My friend Michael Belinsky wrote that "moderated competition does not harm student relations because cooperation is possible within the competitive arena;" in fact competition improves education, and he then points to Harvard as, although a waste of four years, a good example of how competition could be fostered were it not for the sort that go there ("Competing at the Top," May 4). What "moderate and moderated competition" exactly means is a sticky point. Certainly Harvard, where students' sabotage of other students' work is commonplace, is neither moderate nor moderated. Belinsky mentions the ideas of bell curves or public recognition for high graders. The problem with mandated bell curves in individual course grading is that they are, well, dumb. Especially at a place like Dartmouth, where students aren't a random sampling of U.S. college students, but a place where the best and brightest come together. There probably ought to be a few more high achievers than our friend the bell curve dictates. As far as public recognition is concerned, good idea. But doesn't it already happen? Aren't there all kinds of awards and scholarships that the smart kids are getting? Maybe not, I wouldn't know. Grades are a tough subject, and competition might be even harder. It seems like Harvard should be an example of one end of the continuum that we don't want. At the other end are those hippy schools without grades at all, which is impractical and inefficient. If our goal is to learn the most material possible, then how do we reach it? If our goal is to distinguish ourselves to future graduate schools and employers, how is that different? And are the two mutually exclusive?

A professor of mine, in response to the charge that some of his test questions were nitpicky and memorization-based, recently said, "Sometimes in life we just need to reward the OCD kids." If somebody is willing to stay up all night memorizing the names of each of Winston Churchill's favorite restaurants, then, by all means, take a better grade than me. And if somebody is smart enough to remember that sort of thing in one passing of the text, you can have the better grade too. You deserve it. The classes I've learned the most in throughout my schooling are the classes in whose content I was the most interested and excited, not the ones that were the most competitive or strictly graded. I'm sure a lot of kids here are different, and give effort proportional to the difficulty of getting an A. But those are the kids that will probably be getting the best grades anyway, no matter the grading structure.
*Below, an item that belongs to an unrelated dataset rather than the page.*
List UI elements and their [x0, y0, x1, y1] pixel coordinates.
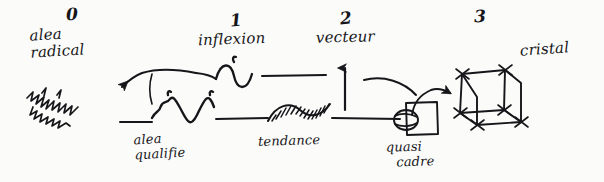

So what happens when a strict bell curve is instituted is a few of the kids get As, a few of the kids that deserve As get Bs, and a bunch of kids who still understand the material far beyond a perfunctory level but still feel like they might want to hang out with friends every once and a while get Cs. Structural reform is simply not a good way of fostering healthy competition, if competition is even what we want. The "bell curve" for a class of over a thousand students, if that's how it's meant to be, will develop over four years of courses. Learning the material should be a class effort, an intellectual exercise in cooperation. Some will be more enthusiastic about it than others, some more skilled than others. It should be a professor's job to assign grades by merit, not by unfair quota systems.